It isn't that the Republicans don't care about deficits. They just care about their re-election chances more and that has been the case for some time now.
...and that adds up to not caring about deficits when a Republican is President.
We saw it with Reagan, Bush 41 and Bush 43. We also saw Obama get torn to shreds by Republicans over the huge deficits... even though they were caused by Bush starting two wars while cutting taxes -- who
does that?!? -- along with starting Medicare Part D without negotiating power, and the recession. We see it in repeated and often misleading denials that Bill Clinton presided over a budget surplus.
By the way, I disagree that Bush 41 lost the election because he signed a small tax increase -- that's a myth perpetuated by the rabid anti-tax wing of the Republican Party (aka "The Republican Party"). At the risk of oversimplifying, he lost because a) the economy was in a recession, b) Clinton was far more charismatic, and c) Perot likely drew more support from Bush 41 than from Clinton.
And now, we're going to see Trump propose policies that will create enormous deficits. I suspect some Republicans will care, but it's not clear if they will care enough to vote against a big fat tax cut for the rich, or repealing ACA taxes (mostly on the rich), and/or cross Trump on infrastructure spending.
And the truth is, we the people aren't keen on any spending cuts in our social security checks or cuts in government services we depend on or anything else that affects us directly. We sure think they ought to cut spending everywhere else though.
In the abstract, most people want spending cuts. When asked what people actually want cut, the answer is usually "almost nothing." The only thing people want to cut is foreign aid, which is only 1% of the budget.
Republicans have basically decided that they want to cut taxes, and don't want to cut programs, so they wind up borrowing massive sums -- or in Bush 43's case, creating enormous liabilities for his successor.
For me it is not cutting spending on those things people have to have. Where the spending cuts must come is in the enormous bureaucracy, government infrastructure, duplication, and black holes where nobody really knows where the money is going.
Yeah, there's a little problem with that. Namely, we know where almost all of it goes.
Everything except for the DoD / covert "black budgets" are extensively reported. Every department is required by law to explain its budget requests. Yes, it's a pain to sort through it all, but every dollar of spending is publicly accounted for.
FYI,
80% of the budget is Social Security, Medicare, Medicaid, unemployment, DoD, interest on the debt, and the VA. I'm sure there are some inefficiencies in those programs, but you're not going to slash the federal budget in half by rooting them out. And good luck to any President who says "I'm going to slash Social Security and Medicare and the Defense Department and VA."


● **PROBLEM**
Return each line of the data below exactly, omitting any pictures.

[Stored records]
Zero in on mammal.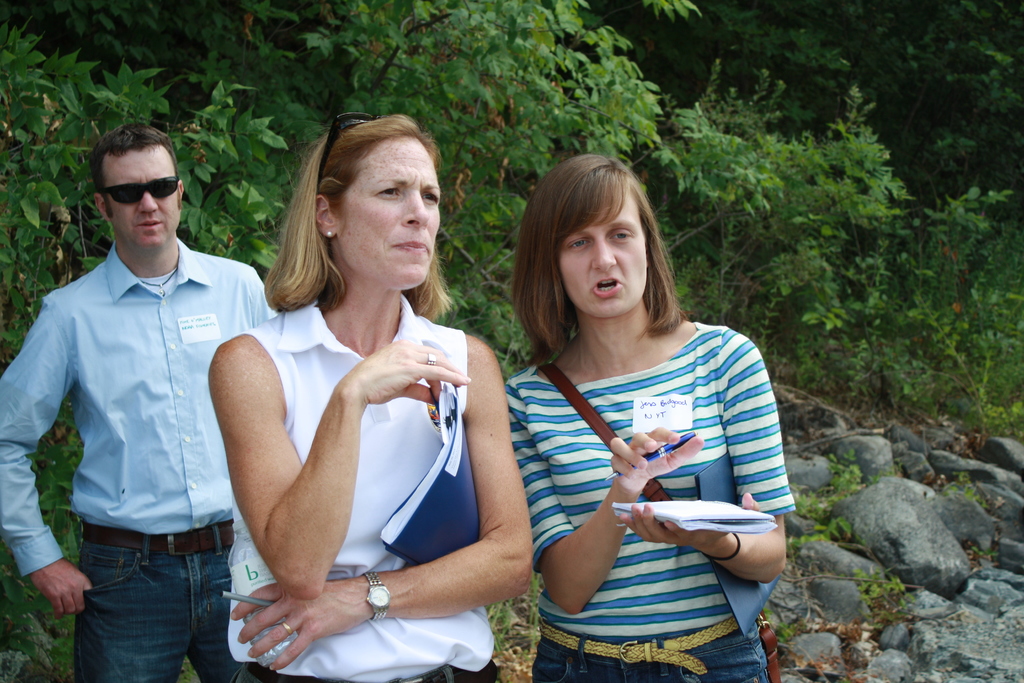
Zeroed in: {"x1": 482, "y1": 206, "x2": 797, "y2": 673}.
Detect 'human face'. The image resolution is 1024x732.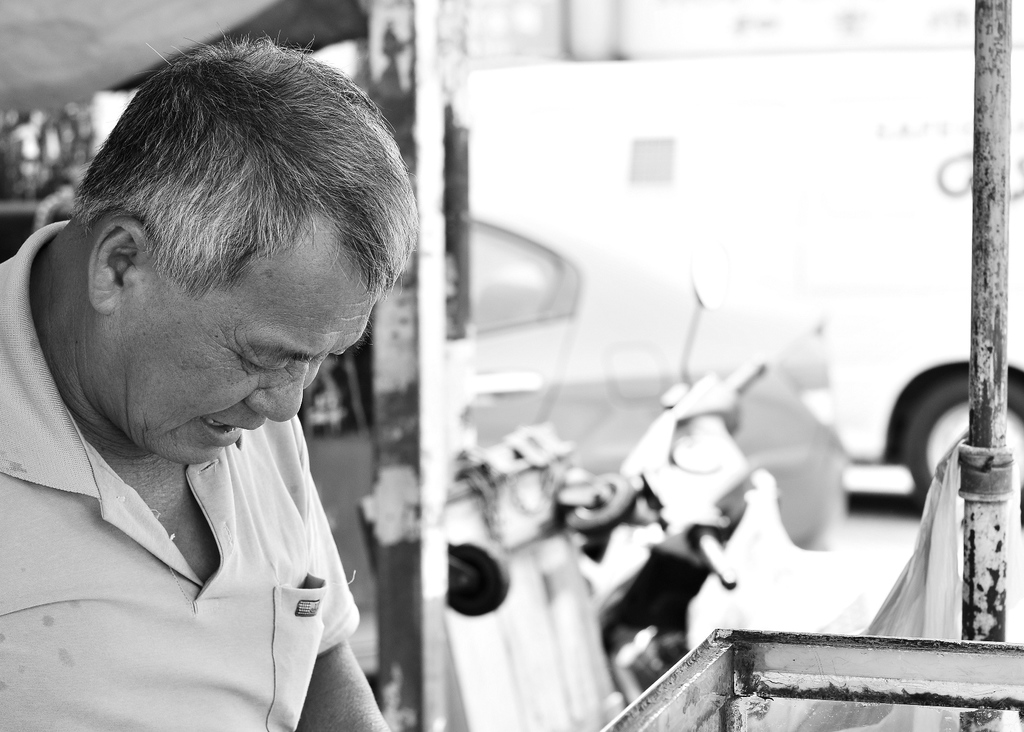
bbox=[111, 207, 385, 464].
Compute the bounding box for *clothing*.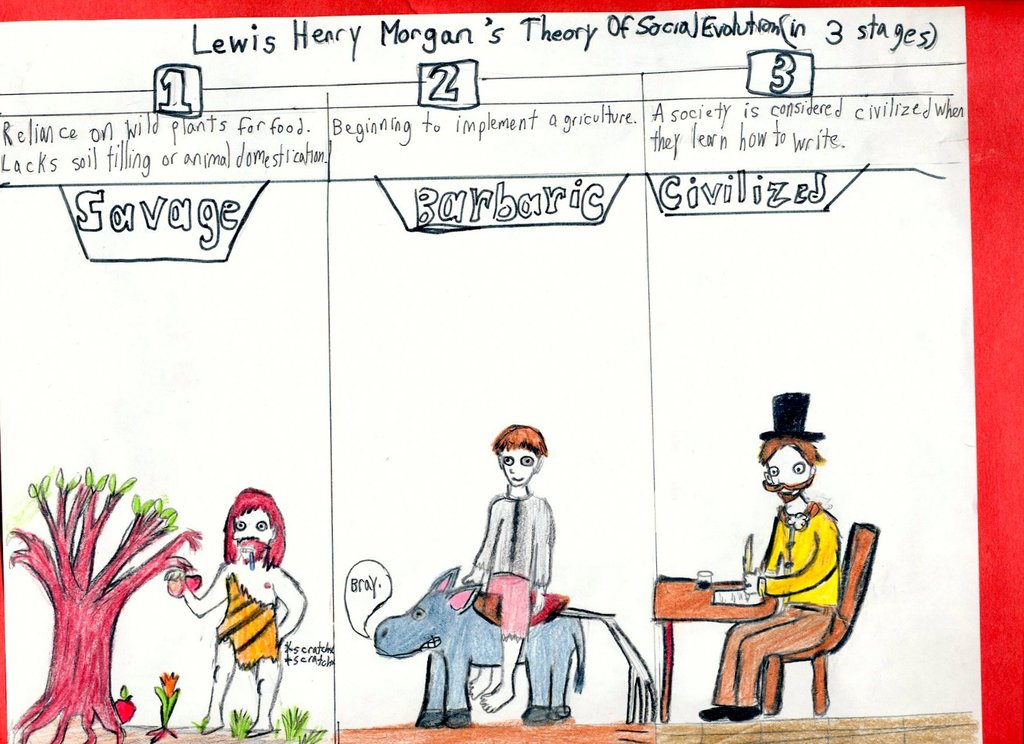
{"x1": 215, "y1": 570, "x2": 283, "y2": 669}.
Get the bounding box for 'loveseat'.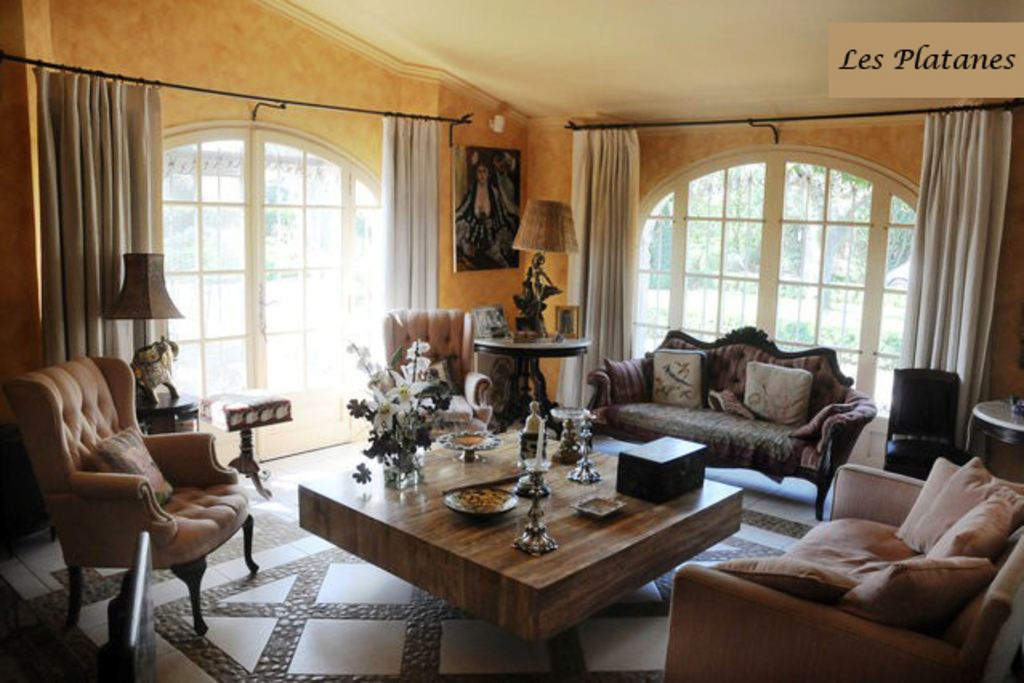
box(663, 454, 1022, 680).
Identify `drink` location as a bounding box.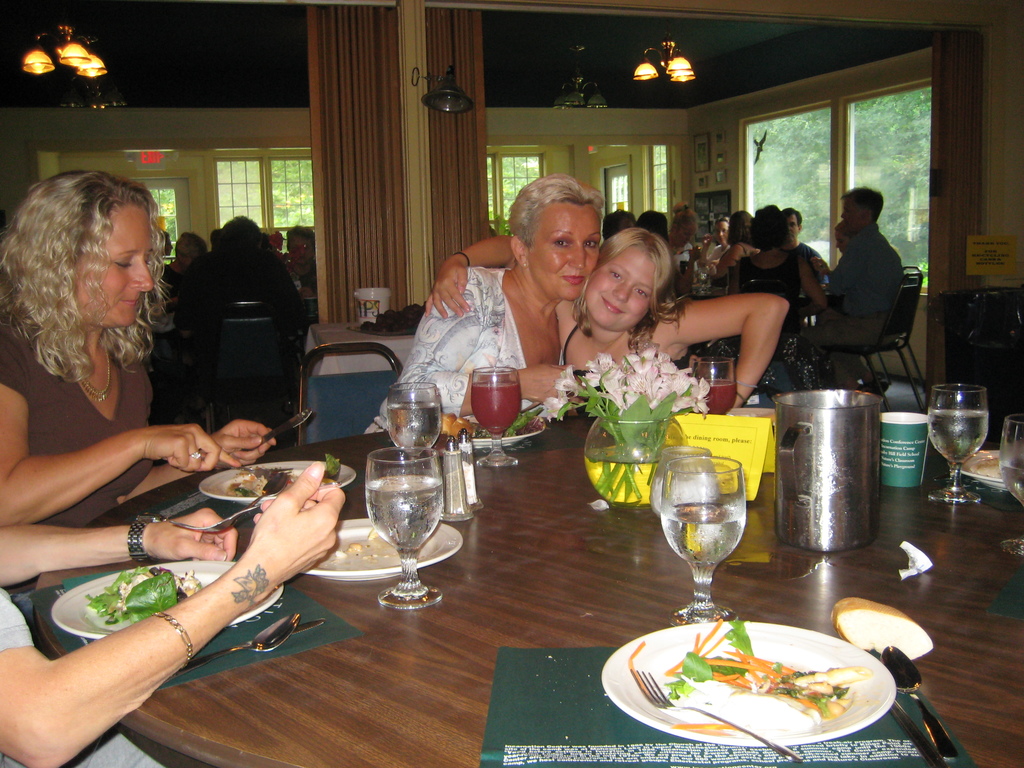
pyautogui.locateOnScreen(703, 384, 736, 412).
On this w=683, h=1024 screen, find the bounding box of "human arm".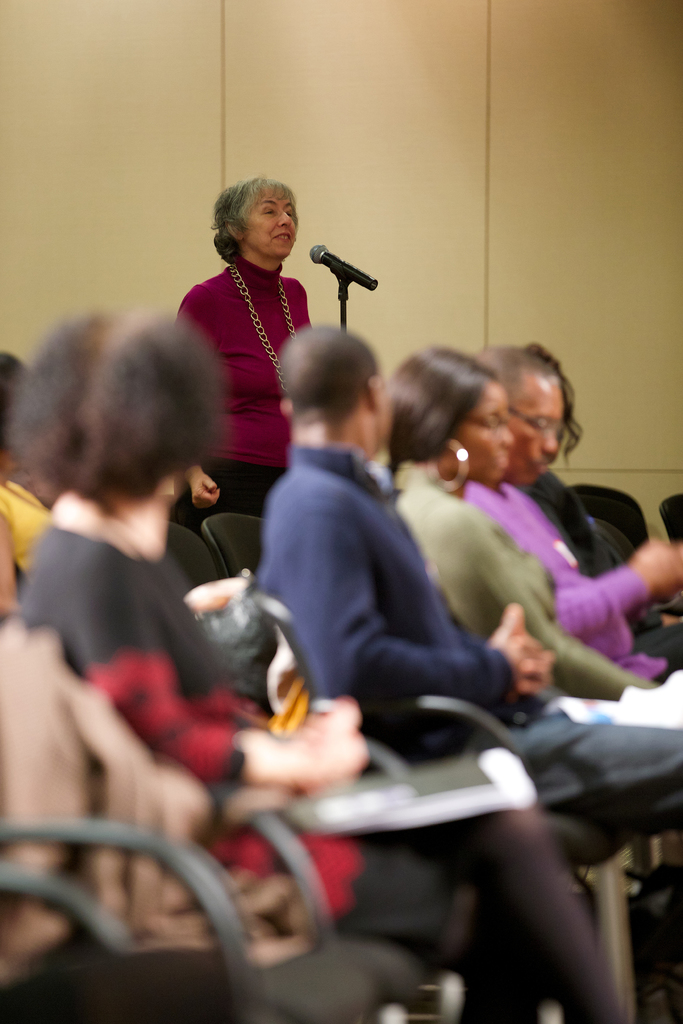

● **ANSWER BOX**
Zero in on mammal.
Zeroed in: {"x1": 482, "y1": 206, "x2": 797, "y2": 673}.
Detect 'human face'. The image resolution is 1024x732.
bbox=[111, 207, 385, 464].
Compute the bounding box for *clothing*.
{"x1": 215, "y1": 570, "x2": 283, "y2": 669}.
Get the bounding box for 'loveseat'.
box(663, 454, 1022, 680).
Identify `drink` location as a bounding box.
pyautogui.locateOnScreen(703, 384, 736, 412).
On this w=683, h=1024 screen, find the bounding box of "human arm".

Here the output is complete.